If it was BGA I wouldn't be messing with it. The QFN is bad enough by itself. I wish this chip had a larger cross-section of pad at the edge, which would make checking solder jobs better because it'd wrap around a bit. I think the most problem I have right now is being able to stick the chips down reliably. The alignment is difficult because there's basically zero reference for when it's in place (and it has to be correct within a quarter millimeter on two axes) and I can't trust floatation because if there's enough solder on the belly pad to float into place the pins might not get soldered, and if I press it down to connect those the belly solder could bulge out and short across to anything, including the corner Vcore pads and short out basically anything.
I've succeeded in getting two of four sticks hashing unstably and unreliably but I have seen submitted shares. I can't say for sure what the issue is that gets the chip working haphazardly at about 10% capacity, because the breakout boards were pretty much all-or-nothing. Could be signal integrity issues, I really don't know but I hope that's not the case because if it's a result of PCB layout we got problems. The signal traces are between ground planes - at least they should be if the etch fab didn't get layers out of order.
Anyway, here's a sneak peek at the sticks.
Got ya a fully populated boar with heatsink temporarily attached. The final heatsinks will probably be that dimension but anodized green. Note that about 2/3 of the visible area is the bigass regulator, complete with external FETs and 360uF of output capacitance for handling about 20A of low-volt DC. The adjustment pot is in the bottom corner.
Here's some crap plugged into my jankety powered hub. The crapstack in the back you might recognize as a 1384 breakout board on the test regulator and running off one of Novak's USB adapters. The thing in the foreground is literally everything I just said except on one board quite a bit smaller. You might note a lot of flux crust and such around the ASIC. That's because I've pulled the thing, restuck the thing, wicked pads, pushed it around and whatever probably close to a dozen times. Ain't fun when every piece of the circuit seems to work just fine except for the core. Let's think of it as "in a vegetative state".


■ Exercise details:
If a record contains a picture, drop the picture and copy everything else exactly.

* * *

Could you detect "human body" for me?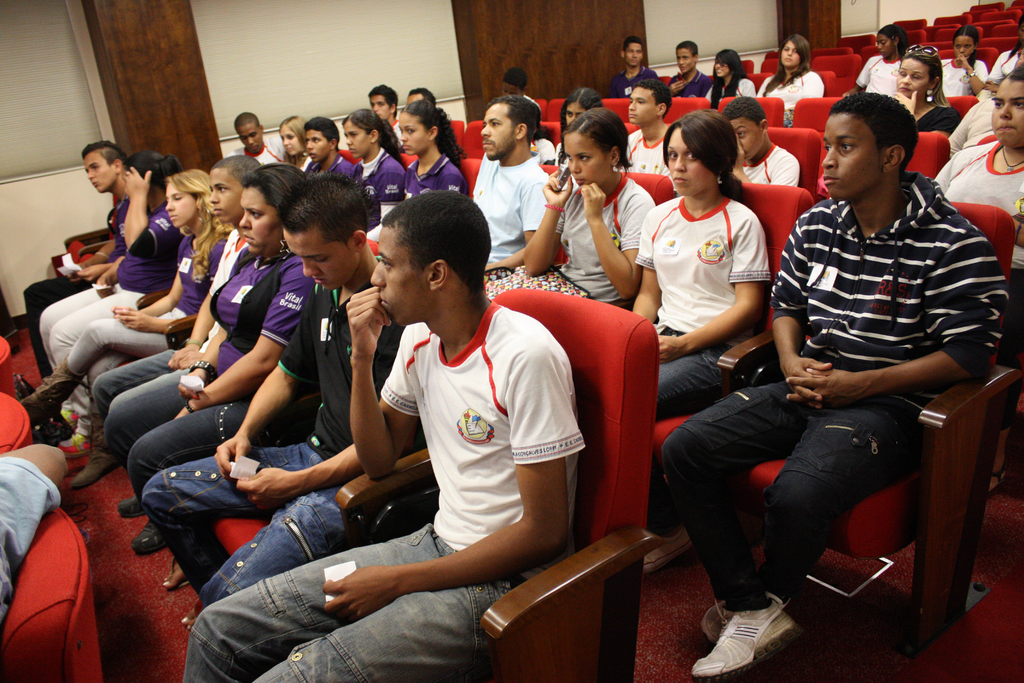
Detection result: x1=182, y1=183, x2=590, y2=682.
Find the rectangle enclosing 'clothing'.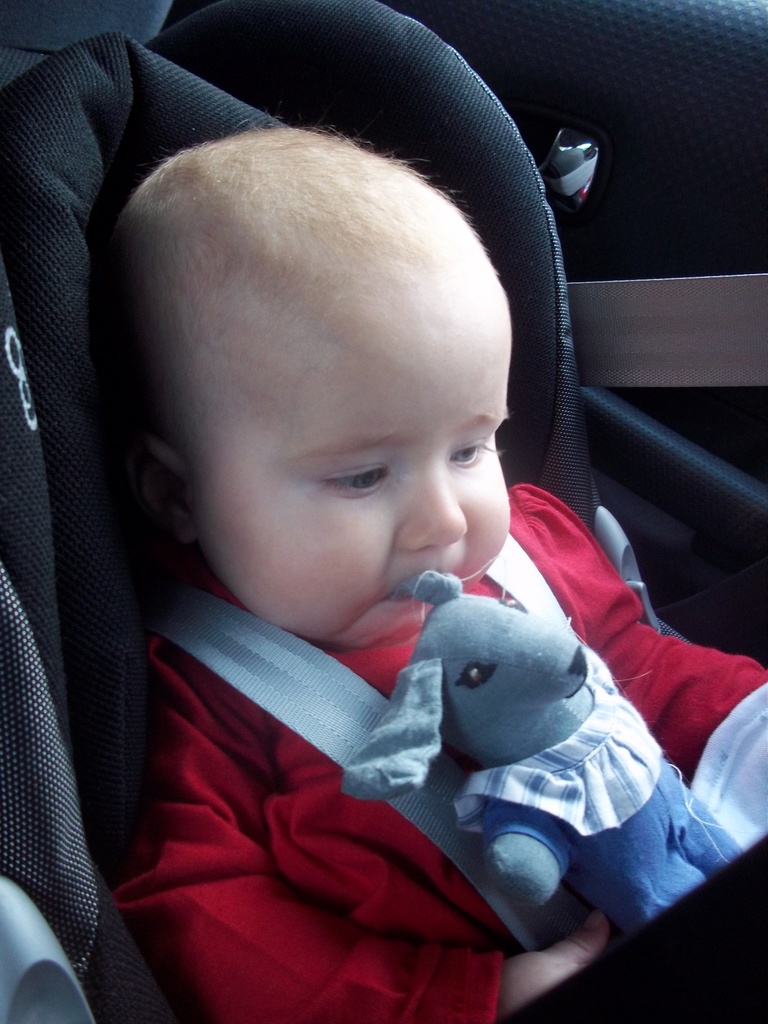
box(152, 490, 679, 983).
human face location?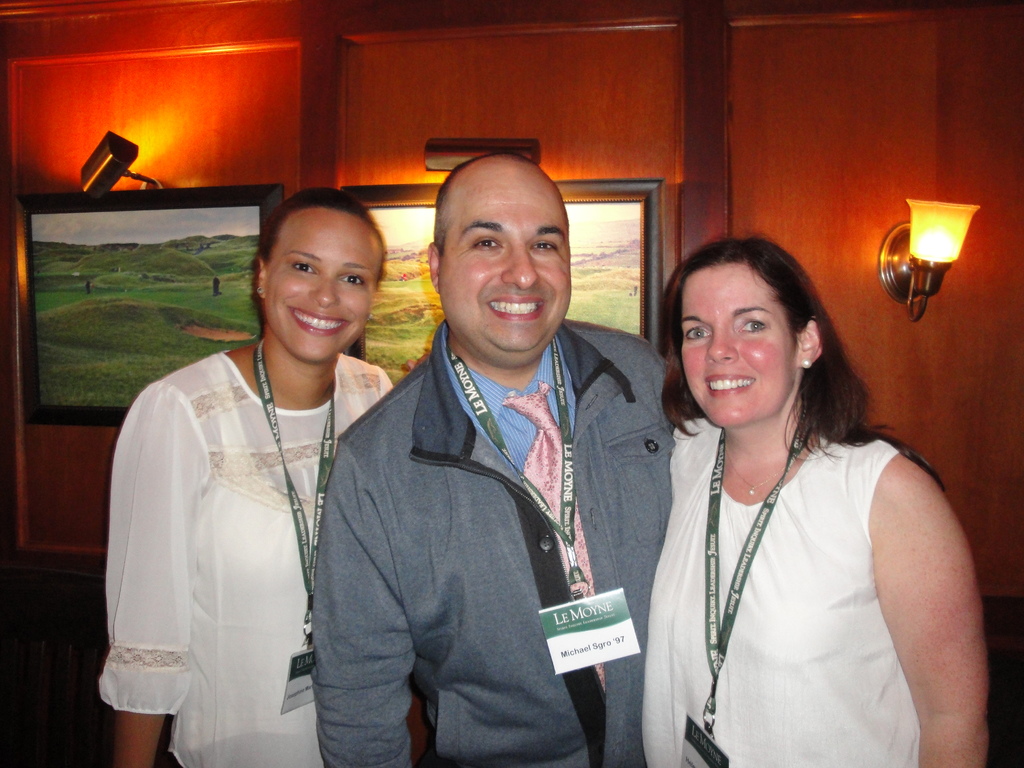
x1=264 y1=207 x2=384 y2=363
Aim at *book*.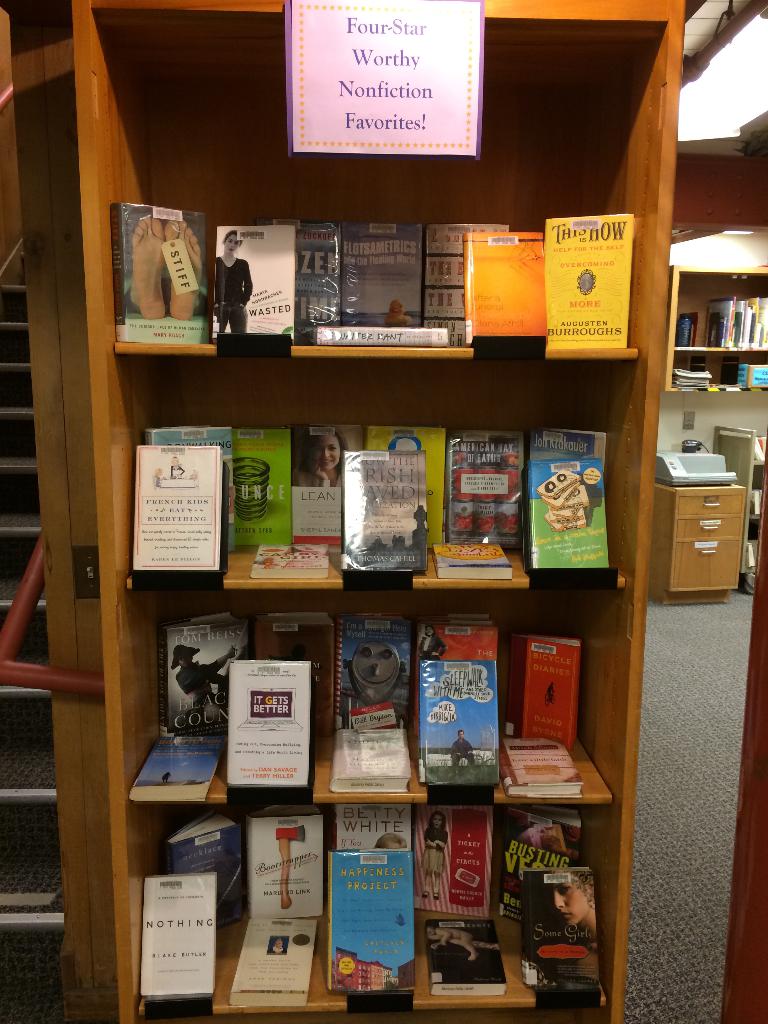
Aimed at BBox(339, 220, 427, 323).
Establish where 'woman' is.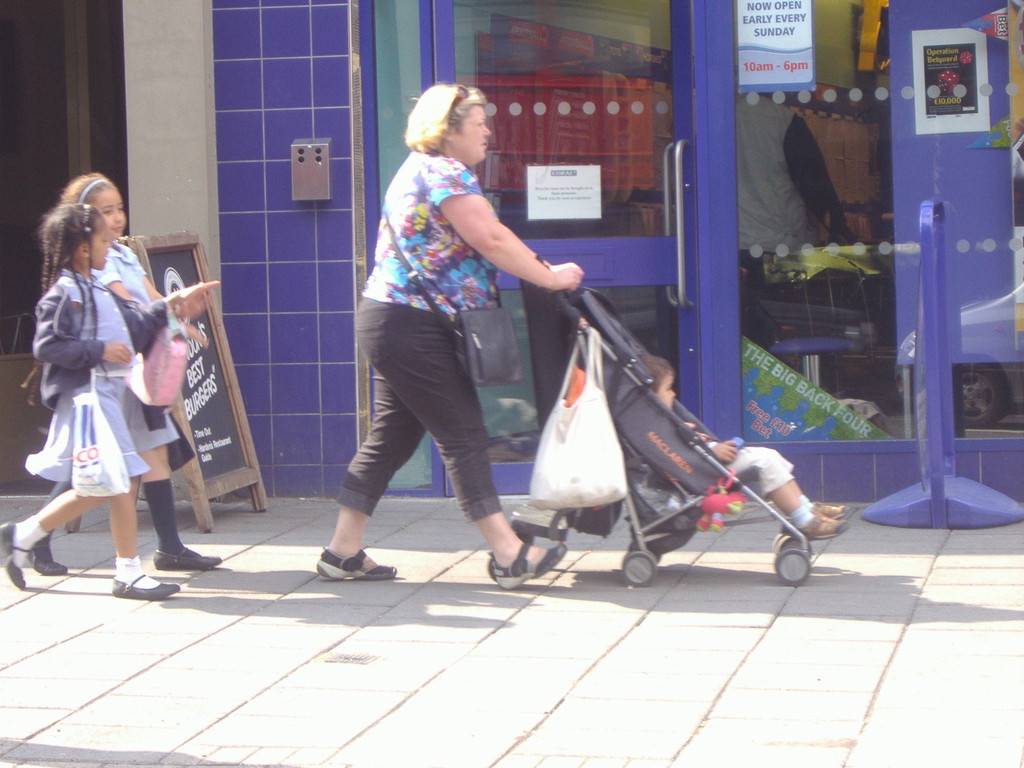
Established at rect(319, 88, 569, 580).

* * *

■ Output for this task:
Could you detect "human body" for me?
Detection result: x1=182, y1=183, x2=590, y2=682.
Find the rectangle enclosing 'clothing'.
box(152, 490, 679, 983).
human face location?
x1=264 y1=207 x2=384 y2=363
Aim at *book*.
Aimed at BBox(339, 220, 427, 323).
Establish where 'woman' is.
Established at rect(319, 88, 569, 580).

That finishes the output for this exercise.